Generally, after using a Windows machine for close to a year, it gets bogged down and slow and benefits greatly from a reinstall. After about 2 months of using Linux, and installing three different desktop managers on top of one another, I’ve found the same with my Linux install.
I attribute most of the problems that I’ve been having to the relationship between XFCE and KDE. After installing KDE and playing with it for one evening, I hightailed it back to XFCE, and found that many of the options that I set in KDE leeched their way back into XFCE.
For instance, all of the window decoration that I set in KDE, the default web browser and file manager all persist in XFCE. Thanks to the light weight way that XFCE handles settings (read: it doesn’t save them, and doesn’t listen to ones that you do set, so don’t expect it to), most of KDE has leeched into my XFCE install.

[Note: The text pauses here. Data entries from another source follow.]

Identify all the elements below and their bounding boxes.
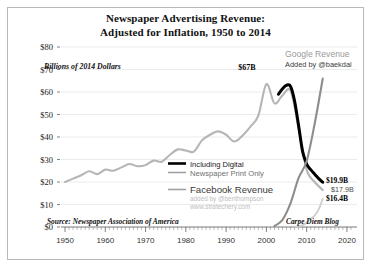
x-tick-label: 1990: [217, 236, 235, 245]
x-axis: [61, 227, 357, 232]
y-axis-title: Billions of 2014 Dollars: [43, 62, 121, 71]
y-tick-label: $40: [40, 132, 53, 142]
y-tick-label: $50: [40, 110, 53, 120]
series-line-google-revenue: [274, 79, 322, 227]
x-tick-label: 2010: [298, 236, 316, 245]
chart-canvas: $0$10$20$30$40$50$60$70$80 1950196019701…: [0, 0, 371, 267]
google-attribution-annotation: Added by @baekdal: [285, 60, 352, 69]
peak-annotation: $67B: [238, 63, 256, 72]
x-tick-label: 1960: [96, 236, 114, 245]
y-tick-label: $30: [40, 155, 53, 165]
legend-label-including-digital: Including Digital: [190, 160, 244, 169]
legend-credit-benthompson: added by @benthompson: [190, 195, 264, 203]
x-tick-label: 1970: [137, 236, 155, 245]
y-axis-ticks: [57, 47, 60, 227]
x-tick-label: 2000: [257, 236, 275, 245]
google-revenue-annotation: Google Revenue: [285, 49, 350, 59]
y-tick-label: $20: [40, 177, 53, 187]
chart-legend: Including Digital Newspaper Print Only F…: [168, 160, 273, 212]
carpe-diem-annotation: Carpe Diem Blog: [286, 217, 339, 226]
x-tick-label: 2020: [338, 236, 356, 245]
series-line-including-digital: [278, 85, 322, 183]
y-tick-label: $60: [40, 87, 53, 97]
value-label-print-only: $16.4B: [326, 194, 348, 203]
source-annotation: Source: Newspaper Association of America: [47, 217, 179, 226]
legend-label-print-only: Newspaper Print Only: [190, 169, 264, 178]
legend-label-facebook: Facebook Revenue: [190, 184, 273, 195]
chart-figure: Newspaper Advertising Revenue: Adjusted …: [0, 0, 371, 267]
x-tick-label: 1980: [177, 236, 195, 245]
value-label-including-digital: $19.9B: [326, 176, 348, 185]
legend-credit-stratechery: www.stratechery.com: [189, 203, 250, 211]
y-tick-label: $80: [40, 42, 53, 52]
x-tick-label: 1950: [56, 236, 74, 245]
y-tick-label: $10: [40, 200, 53, 210]
value-label-facebook: $17.9B: [331, 185, 354, 194]
x-axis-labels: 19501960197019801990200020102020: [56, 236, 356, 245]
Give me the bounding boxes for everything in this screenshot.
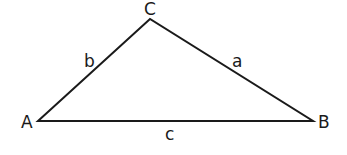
vertex-label-a: A [21, 112, 33, 132]
vertex-label-c: C [144, 0, 156, 19]
triangle-shape [38, 19, 313, 121]
side-label-c: c [165, 124, 174, 144]
side-label-a: a [232, 51, 242, 71]
triangle-diagram: C A B b a c [0, 0, 347, 155]
vertex-label-b: B [318, 112, 330, 132]
triangle-svg: C A B b a c [0, 0, 347, 155]
side-label-b: b [84, 51, 95, 71]
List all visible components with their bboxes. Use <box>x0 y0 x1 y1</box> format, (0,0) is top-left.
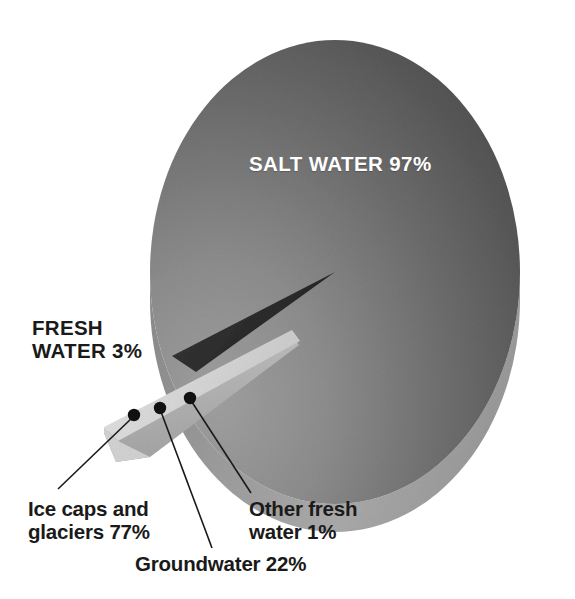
groundwater-label: Groundwater 22% <box>135 552 306 575</box>
callout-dot-other-fresh <box>184 392 196 404</box>
pie-chart-figure: SALT WATER 97% FRESH WATER 3% Ice caps a… <box>0 0 575 599</box>
ice-caps-label: Ice caps and glaciers 77% <box>28 497 150 544</box>
salt-water-label: SALT WATER 97% <box>249 152 432 175</box>
fresh-water-label: FRESH WATER 3% <box>32 316 142 363</box>
other-fresh-water-label: Other fresh water 1% <box>249 497 357 544</box>
callout-dot-groundwater <box>154 402 166 414</box>
callout-dot-ice-caps <box>128 409 140 421</box>
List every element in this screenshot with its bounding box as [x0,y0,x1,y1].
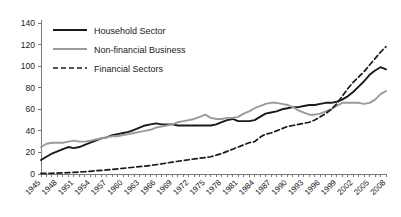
x-tick-label: 2008 [368,178,387,197]
y-axis: 020406080100120140 [21,18,41,179]
legend-label: Non-financial Business [94,45,186,55]
x-tick-label: 2005 [352,178,371,197]
x-tick-label: 1996 [303,178,322,197]
data-series-group [41,47,386,174]
y-tick-label: 140 [21,18,35,28]
x-tick-label: 2002 [336,178,355,197]
y-tick-label: 60 [26,104,36,114]
x-tick-label: 1999 [319,178,338,197]
x-tick-label: 1972 [171,178,190,197]
y-tick-label: 0 [30,169,35,179]
x-tick-label: 1990 [270,178,289,197]
y-tick-label: 40 [26,126,36,136]
x-axis: 1945194819511954195719601963196619691972… [23,174,387,197]
legend-label: Financial Sectors [94,64,164,74]
x-tick-label: 1978 [204,178,223,197]
series-line-financial-sectors [41,47,386,174]
x-tick-label: 1981 [221,178,240,197]
x-tick-label: 1966 [138,178,157,197]
x-tick-label: 1957 [89,178,108,197]
y-tick-label: 100 [21,61,35,71]
line-chart: 020406080100120140 194519481951195419571… [0,0,401,217]
x-tick-label: 1948 [40,178,59,197]
chart-container: 020406080100120140 194519481951195419571… [0,0,401,217]
x-tick-label: 1969 [155,178,174,197]
x-tick-label: 1945 [23,178,42,197]
x-tick-label: 1993 [286,178,305,197]
series-line-household-sector [41,67,386,160]
y-tick-label: 20 [26,147,36,157]
x-tick-label: 1987 [253,178,272,197]
x-tick-label: 1960 [106,178,125,197]
legend-label: Household Sector [94,26,166,36]
x-tick-label: 1951 [56,178,75,197]
x-tick-label: 1954 [73,178,92,197]
x-tick-label: 1984 [237,178,256,197]
x-tick-label: 1963 [122,178,141,197]
series-line-non-financial-business [41,91,386,147]
y-tick-label: 120 [21,40,35,50]
y-tick-label: 80 [26,83,36,93]
chart-legend: Household SectorNon-financial BusinessFi… [53,26,186,74]
x-tick-label: 1975 [188,178,207,197]
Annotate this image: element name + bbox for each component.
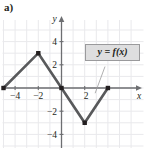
vertex-marker <box>1 86 5 90</box>
y-tick-label: 2 <box>52 60 57 70</box>
vertex-marker <box>106 86 110 90</box>
x-tick-label: −4 <box>10 91 20 101</box>
vertex-marker <box>59 86 63 90</box>
x-tick-label: 2 <box>84 91 89 101</box>
axis-lines <box>3 16 143 148</box>
gridlines <box>3 20 144 148</box>
y-axis-name: y <box>51 14 57 24</box>
figure-panel: a) −4−2242−2−4 xy y = f(x) <box>0 0 146 149</box>
y-tick-label: −4 <box>47 130 57 140</box>
vertex-marker <box>36 51 40 55</box>
y-tick-label: 4 <box>52 37 57 47</box>
y-tick-label: −2 <box>47 107 57 117</box>
coordinate-plot: −4−2242−2−4 xy <box>0 0 146 149</box>
x-axis-name: x <box>136 91 142 101</box>
x-tick-label: −2 <box>33 91 43 101</box>
legend-label: y = f(x) <box>97 47 127 57</box>
legend-box: y = f(x) <box>85 44 140 61</box>
vertex-marker <box>83 121 87 125</box>
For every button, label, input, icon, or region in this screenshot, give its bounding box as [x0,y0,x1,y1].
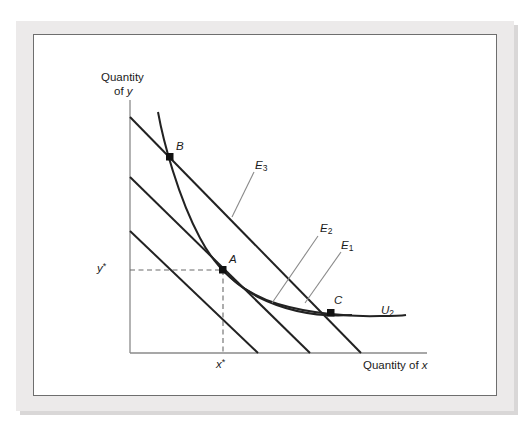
budget-line-label-e2-base: E [320,222,328,234]
x-star-label: x* [216,357,225,371]
x-axis-label: Quantity of x [363,358,428,372]
y-star-sup: * [103,261,107,271]
y-star-label: y* [97,261,106,275]
budget-line-label-e2-sub: 2 [328,226,333,236]
x-star-sup: * [222,357,226,367]
y-axis-label: Quantity of y [101,70,144,99]
x-axis-label-variable: x [422,359,428,371]
indifference-curve-u2 [218,264,406,316]
budget-line-label-e1-base: E [341,239,349,251]
y-axis-label-line2-of: of [114,85,127,97]
leader-line-e3 [232,172,254,217]
curve-label-u2: U2 [381,303,394,317]
y-axis-label-line1: Quantity [101,71,144,83]
budget-line-label-e3-base: E [255,159,263,171]
curve-label-u2-sub: 2 [389,308,394,318]
point-marker-b [166,153,174,161]
y-axis-label-variable: y [127,85,133,97]
budget-line-label-e1-sub: 1 [349,243,354,253]
point-marker-a [219,266,227,274]
budget-line-e1 [130,231,258,353]
x-star-base: x [216,358,222,370]
figure-graphics [0,0,530,428]
budget-line-label-e2: E2 [320,221,332,235]
figure-page: Quantity of y Quantity of x B A C E3 E2 … [0,0,530,428]
y-star-base: y [97,262,103,274]
point-label-c: C [334,293,342,307]
x-axis-label-text: Quantity of [363,359,422,371]
point-label-a: A [229,252,237,266]
budget-line-label-e3: E3 [255,158,267,172]
point-marker-c [327,309,335,317]
budget-line-label-e1: E1 [341,238,353,252]
budget-line-label-e3-sub: 3 [263,163,268,173]
point-label-b: B [176,139,184,153]
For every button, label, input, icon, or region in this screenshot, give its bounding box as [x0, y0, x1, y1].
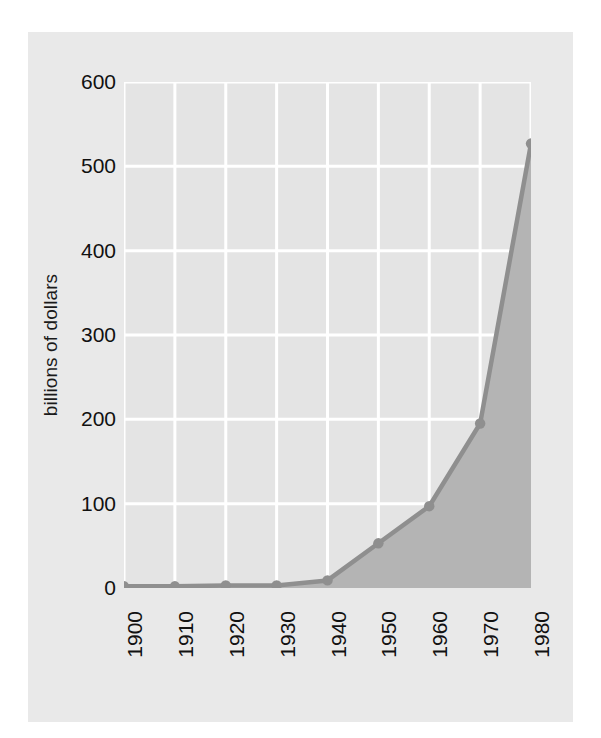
plot-area — [124, 82, 531, 588]
x-tick-label: 1980 — [531, 611, 553, 701]
x-tick-label: 1950 — [378, 611, 400, 701]
x-tick-label: 1960 — [429, 611, 451, 701]
x-tick-label: 1920 — [226, 611, 248, 701]
figure-root: 0100200300400500600 19001910192019301940… — [0, 0, 601, 738]
x-tick-label: 1970 — [480, 611, 502, 701]
x-tick-label: 1940 — [328, 611, 350, 701]
x-tick-label: 1910 — [175, 611, 197, 701]
area-chart — [124, 82, 531, 588]
data-point — [475, 418, 485, 428]
y-axis-label: billions of dollars — [36, 235, 66, 455]
data-point — [424, 501, 434, 511]
x-tick-label: 1930 — [277, 611, 299, 701]
data-point — [322, 575, 332, 585]
data-point — [373, 538, 383, 548]
y-axis-label-text: billions of dollars — [40, 274, 62, 416]
x-tick-label: 1900 — [124, 611, 146, 701]
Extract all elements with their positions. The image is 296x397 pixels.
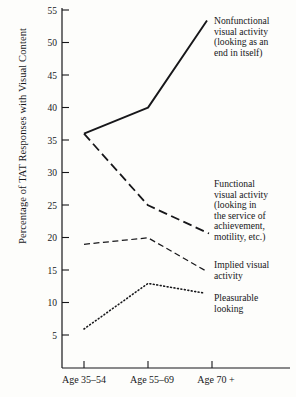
annotation-functional-line6: motility, etc.): [214, 232, 294, 243]
annotation-implied-line2: activity: [214, 271, 294, 282]
chart-figure: 55 50 45 40 35 30 25 20 15 10 5 Age 35–5…: [0, 0, 296, 397]
x-tick-label-age-35-54: Age 35–54: [62, 374, 106, 385]
y-tick-label-15: 15: [48, 266, 58, 276]
x-tick-label-age-55-69: Age 55–69: [130, 374, 174, 385]
series-group: [84, 21, 209, 330]
y-tick-label-5: 5: [52, 331, 57, 341]
series-line-implied: [84, 238, 205, 271]
annotation-implied: Implied visual activity: [214, 260, 294, 281]
y-tick-label-40: 40: [48, 103, 58, 113]
x-axis-ticks: [84, 361, 212, 368]
annotation-functional-line1: Functional: [214, 179, 294, 190]
y-tick-label-20: 20: [48, 233, 58, 243]
series-line-functional: [84, 134, 209, 234]
annotation-nonfunctional-line1: Nonfunctional: [214, 16, 294, 27]
annotation-implied-line1: Implied visual: [214, 260, 294, 271]
y-axis-ticks: [62, 10, 69, 335]
annotation-pleasurable-line1: Pleasurable: [214, 293, 294, 304]
y-tick-label-35: 35: [48, 136, 58, 146]
y-tick-label-30: 30: [48, 168, 58, 178]
annotation-nonfunctional-line4: end in itself): [214, 48, 294, 59]
series-line-nonfunctional: [84, 21, 207, 134]
y-tick-label-25: 25: [48, 201, 58, 211]
annotation-nonfunctional: Nonfunctional visual activity (looking a…: [214, 16, 294, 58]
x-tick-label-age-70-plus: Age 70 +: [197, 374, 235, 385]
annotation-pleasurable: Pleasurable looking: [214, 293, 294, 314]
series-line-pleasurable: [84, 283, 205, 329]
y-tick-label-55: 55: [48, 6, 58, 16]
annotation-functional: Functional visual activity (looking in t…: [214, 179, 294, 243]
y-tick-label-50: 50: [48, 38, 58, 48]
y-tick-label-45: 45: [48, 71, 58, 81]
y-tick-label-10: 10: [48, 298, 58, 308]
annotation-pleasurable-line2: looking: [214, 304, 294, 315]
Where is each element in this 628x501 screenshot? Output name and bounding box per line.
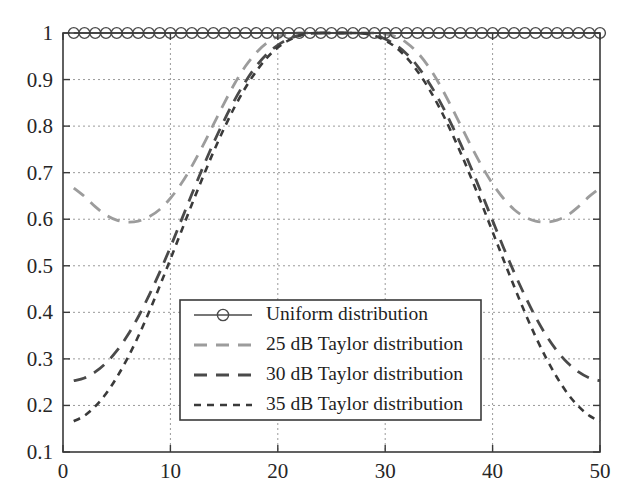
legend-label: 35 dB Taylor distribution bbox=[266, 393, 463, 414]
y-axis-label-0.7: 0.7 bbox=[27, 161, 53, 185]
chart-container: 0.10.20.30.40.50.60.70.80.91 01020304050… bbox=[0, 0, 628, 501]
y-axis-label-0.4: 0.4 bbox=[27, 300, 54, 324]
x-axis-label-0: 0 bbox=[58, 459, 69, 483]
y-axis-label-0.3: 0.3 bbox=[27, 347, 53, 371]
y-axis-label-0.6: 0.6 bbox=[27, 207, 53, 231]
y-axis-label-0.9: 0.9 bbox=[27, 68, 53, 92]
legend-label: 25 dB Taylor distribution bbox=[266, 333, 463, 354]
x-axis-label-40: 40 bbox=[482, 459, 503, 483]
y-axis-label-0.2: 0.2 bbox=[27, 393, 53, 417]
y-axis-label-0.5: 0.5 bbox=[27, 254, 53, 278]
legend-label: Uniform distribution bbox=[266, 303, 428, 324]
x-axis-label-30: 30 bbox=[375, 459, 396, 483]
chart-background bbox=[0, 0, 628, 501]
x-axis-label-20: 20 bbox=[267, 459, 288, 483]
chart-legend[interactable]: Uniform distribution25 dB Taylor distrib… bbox=[180, 300, 481, 420]
y-axis-label-1: 1 bbox=[43, 21, 54, 45]
line-chart: 0.10.20.30.40.50.60.70.80.91 01020304050… bbox=[0, 0, 628, 501]
legend-label: 30 dB Taylor distribution bbox=[266, 363, 463, 384]
x-axis-label-50: 50 bbox=[590, 459, 611, 483]
y-axis-label-0.8: 0.8 bbox=[27, 114, 53, 138]
x-axis-label-10: 10 bbox=[160, 459, 181, 483]
y-axis-label-0.1: 0.1 bbox=[27, 440, 53, 464]
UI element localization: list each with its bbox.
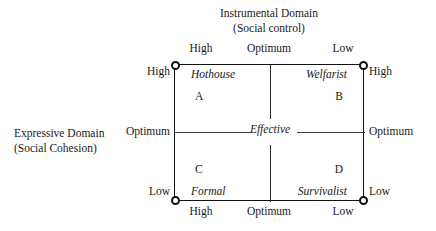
- quadrant-label-survivalist: Survivalist: [298, 185, 347, 197]
- quadrant-letter-a: A: [195, 90, 203, 102]
- right-axis-tick-low: Low: [369, 185, 390, 197]
- quadrant-letter-b: B: [335, 90, 343, 102]
- bullseye-marker-icon-top-left: [171, 61, 180, 70]
- bottom-axis-tick-high: High: [166, 205, 236, 217]
- bullseye-marker-icon-bottom-left: [171, 196, 180, 205]
- bullseye-marker-icon-top-right: [359, 61, 368, 70]
- center-label-effective: Effective: [175, 123, 365, 135]
- quadrant-letter-c: C: [195, 163, 203, 175]
- top-axis-tick-low: Low: [308, 42, 378, 54]
- instrumental-domain-axis-title: Instrumental Domain (Social control): [174, 6, 364, 35]
- top-axis-tick-optimum: Optimum: [234, 42, 304, 54]
- quadrant-letter-d: D: [335, 163, 343, 175]
- left-axis-tick-high: High: [104, 65, 170, 77]
- instrumental-domain-title-line2: (Social control): [174, 21, 364, 36]
- bullseye-marker-icon-bottom-right: [359, 196, 368, 205]
- quadrant-matrix-frame: Effective Hothouse A Welfarist B Formal …: [174, 64, 364, 201]
- expressive-domain-title-line2: (Social Cohesion): [14, 141, 150, 156]
- right-axis-tick-optimum: Optimum: [369, 125, 413, 137]
- quadrant-label-formal: Formal: [191, 185, 226, 197]
- right-axis-tick-high: High: [369, 65, 392, 77]
- diagram-canvas: Instrumental Domain (Social control) Exp…: [0, 0, 436, 231]
- vertical-divider-upper: [270, 65, 271, 119]
- instrumental-domain-title-line1: Instrumental Domain: [174, 6, 364, 21]
- bottom-axis-tick-optimum: Optimum: [234, 205, 304, 217]
- quadrant-label-welfarist: Welfarist: [306, 68, 347, 80]
- vertical-divider-lower: [270, 145, 271, 202]
- quadrant-label-hothouse: Hothouse: [191, 68, 235, 80]
- top-axis-tick-high: High: [166, 42, 236, 54]
- bottom-axis-tick-low: Low: [308, 205, 378, 217]
- left-axis-tick-optimum: Optimum: [104, 125, 170, 137]
- left-axis-tick-low: Low: [104, 185, 170, 197]
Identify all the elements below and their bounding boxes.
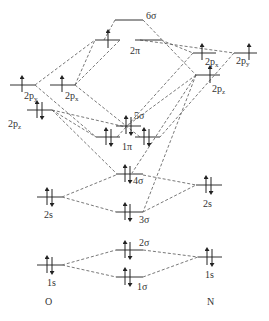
label-6sigma: 6σ (146, 10, 157, 21)
labels: 2py 2px 2pz 2s 1s 2px 2py 2pz 2s 1s 6σ 2… (8, 10, 250, 307)
energy-levels (10, 20, 257, 277)
label-N-1s: 1s (205, 269, 214, 280)
label-O-2s: 2s (44, 209, 53, 220)
label-2pi: 2π (130, 45, 140, 56)
label-N-2px: 2px (205, 56, 219, 69)
label-O-2py: 2py (24, 90, 38, 103)
label-N-2py: 2py (236, 55, 250, 68)
label-N-2s: 2s (203, 198, 212, 209)
label-N-2pz: 2pz (212, 83, 225, 96)
mo-diagram: 2py 2px 2pz 2s 1s 2px 2py 2pz 2s 1s 6σ 2… (0, 0, 269, 321)
label-2sigma: 2σ (139, 237, 150, 248)
label-1sigma: 1σ (137, 281, 148, 292)
label-5sigma: 5σ (134, 110, 145, 121)
label-3sigma: 3σ (139, 214, 150, 225)
label-O-2px: 2px (65, 90, 79, 103)
label-1pi: 1π (122, 141, 132, 152)
atom-label-O: O (45, 296, 52, 307)
label-O-1s: 1s (47, 277, 56, 288)
atom-label-N: N (207, 296, 214, 307)
label-4sigma: 4σ (133, 175, 144, 186)
label-O-2pz: 2pz (8, 118, 21, 131)
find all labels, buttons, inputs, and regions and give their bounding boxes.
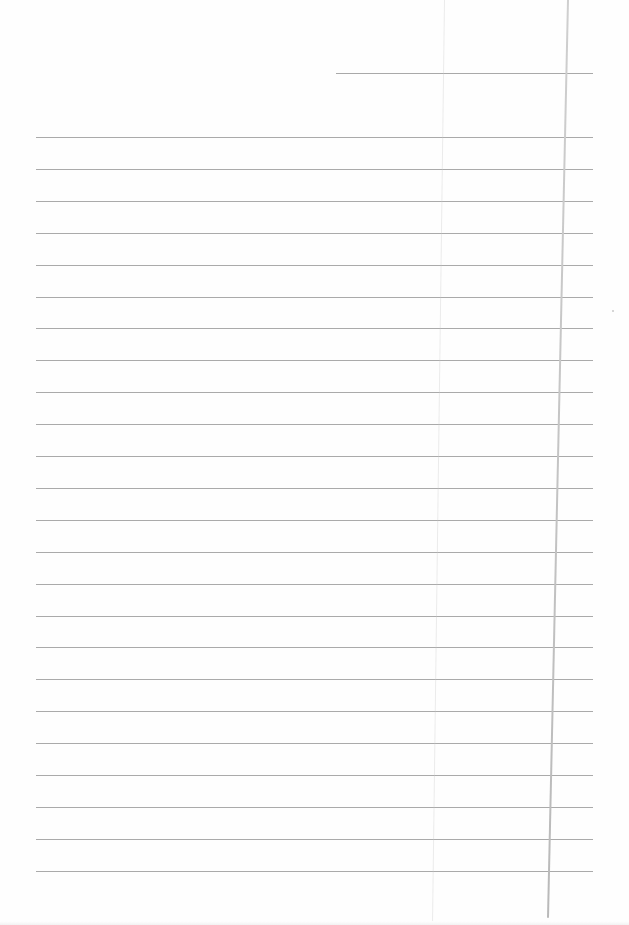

This, along with a few other minor problems that I’ve been having lately, as well as a curiosity about what the install process would be like now that I know what I’m doing, have lead me to attempting a fresh install. Ideally, I’ll be back up and running within an hour.
Cheers, and wish me luck.
I have a PC at home with Fedora 9 on it that was set up with Fedora 5 and then upgraded to Fedora 7 and to 9. It runs for years without getting significantly slower.
Further I have an Ubuntu 9.10 notebook upgraded from 9.04 running since about August – and it got faster instead of slower.
Martin, thanks for taking the time to leave a comment.
I believe that we’ve experienced some different situations – I did not mean to imply that using a Linux distribution, or that upgrading a Linux distribution can cause it to slow down. My implication was instead that migrating between a number of different desktop managers that have been installed on the same system can cause problems.
My specific problems stemmed primarily from what seems to be a rather ill defined relationship between XFCE and KDE. After installing KDE and doing some visual tweaking, I booted back into XFCE, and found that many of my decorations and default applications settings from XDE had persisted.
Further, failed attempts at compiling and installing a couple of unofficial applications from non-Debian repositories had left a number of extraneous packages and some unresolved dependencies on my system.
Only at this point, when I had personally made a mess out of the system (mostly due to my inexperience, and desire to tinker with things that I probably didn’t entirely understand) did I feel as though my machine needed to be reinstalled.
On the other hand, the Microsoft Windows Vista machine that I run at home currently needs to be reinstalled in a bad way – it takes almost 5 whole minutes to boot to a usable desktop, and I would call myself an expert Windows user. It simply seems to gain clutter over time.
And so, I think that we in effect may come to the same conclusion – Debian Linux, when used correctly, and by somebody who knows what they are doing (and doesn’t have administrator privileges and a predilection to mess with things that they don’t fully understand), is a fast, stable, and reliable system that does not gain any clutter or slow down appreciably over time.